The bitch had pulled down the world on us, simply with her mobile.
Rebel and me glanced at each other once, and then we ran. When Rebel booted in the door to Apartment 333, we burst inside, diving for the death-quiet of Jade’s room.
‘She’s not here. Maybe…she’s just with mates.’
I didn’t even dare say back on the streets.
I wandered through the stale room to the pine wardrobe that Jade had painted black and then decorated with glow-in-the-dark skulls, yanking open the door.
Rebel jittered. ‘I told you, you’re not—’
‘Connected,’ I muttered, running my hand over Jade’s favourite pink-and-white striped tunic.

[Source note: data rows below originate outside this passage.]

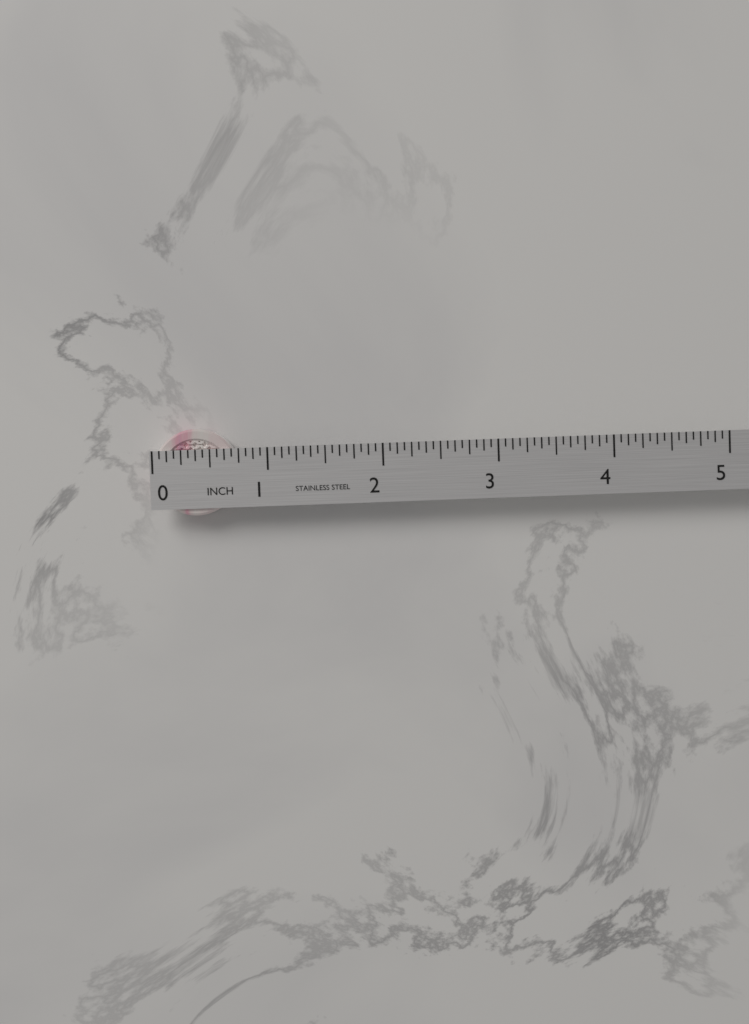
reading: 0.7500 in
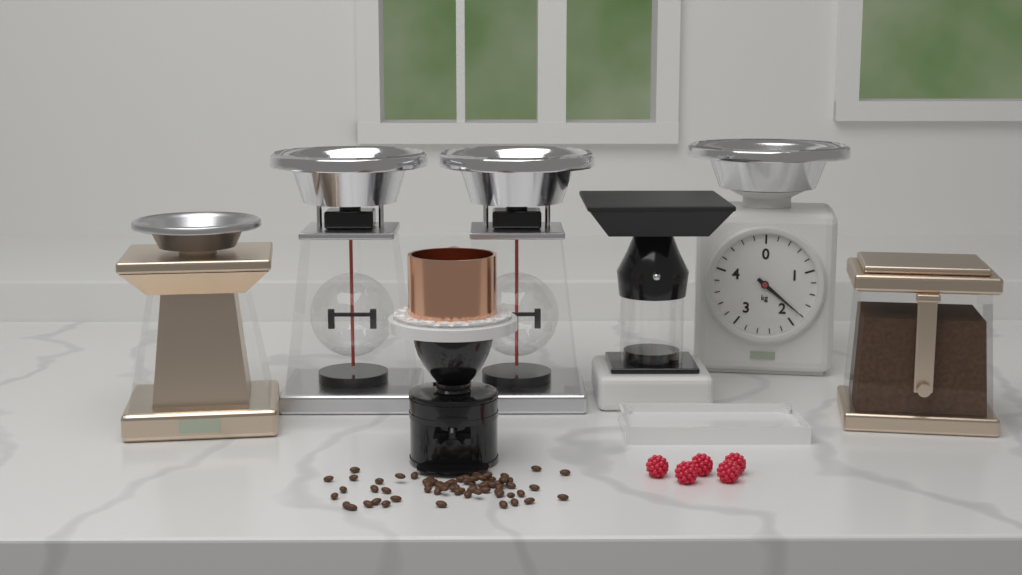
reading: 1.8 kg
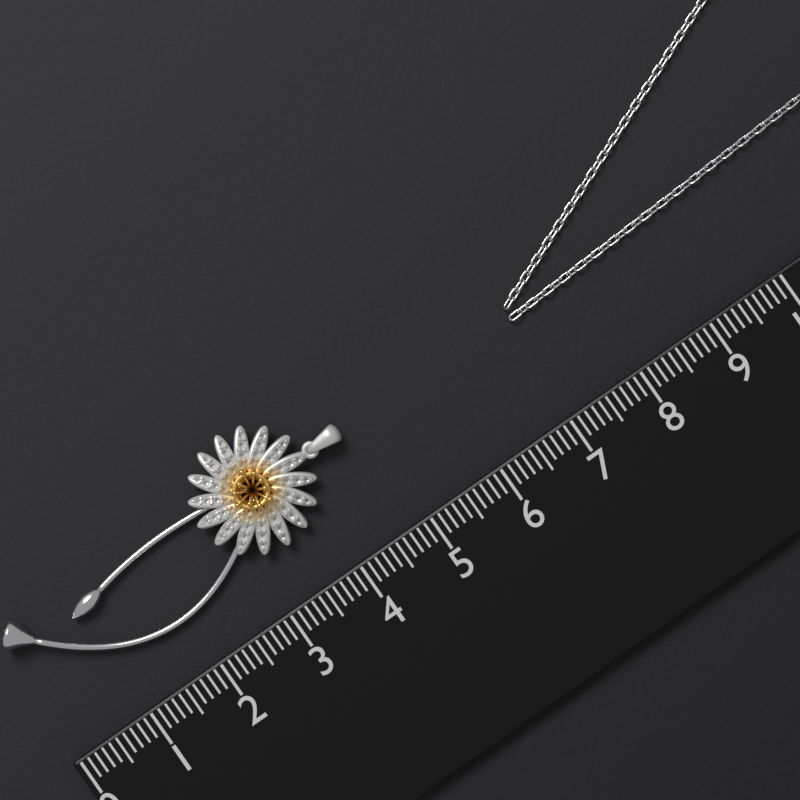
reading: 4.7 (no unit)
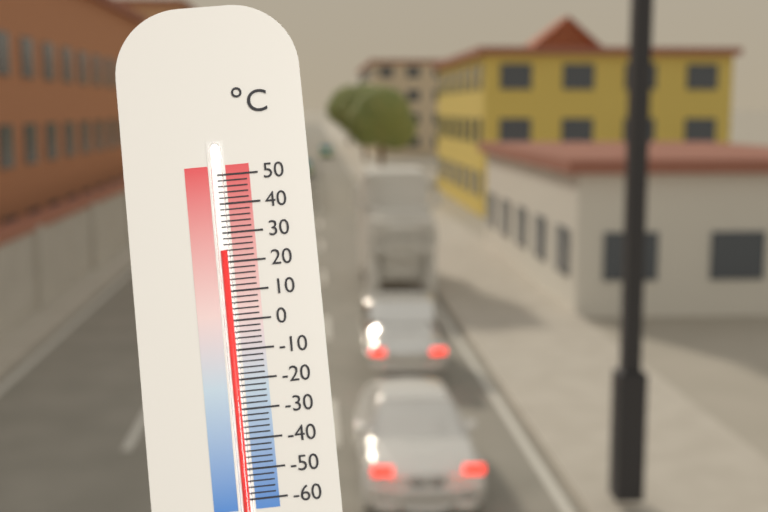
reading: 24 °C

If Jade bolted to be with some boy, or…if she’s alive…why didn’t she take her clothes?
Your sis’s alive, Violet-sweets. What scares you, is that you can choose the world you want now. You’re free of Jade and this Estate.
For the first time, you can choose who you are.
I recoiled from J’s truth. The devil’s whisper and temptation.
Sirens wailed outside the block; the police’s panda cars circled like hyenas.
‘Time to scatter,’ Rebel pulled me towards the door.
I caught a glimpse of gold on the bedside table.
I dug in my heels, leading Rebel to the necklace, before threading it between my fingers. When I heard his intake of breath, I knew he recognised it from my memories.
We shared Jade now and the promise to find her.
Jade would never have left without her necklace. It was my last birthday gift to her. The only present she’d been given that day because I alone loved her.
But she hadn’t cared. Because we’d been sisters.
Someone must’ve taken her.
Rebel’s forehead against mine brought me down from the rush; he raised the necklace to my neck and with one hand each, we did up the catch. I longed to rip off the handcuffs and escape the claustrophobic closeness, at the same time as the other half of me relaxed into it.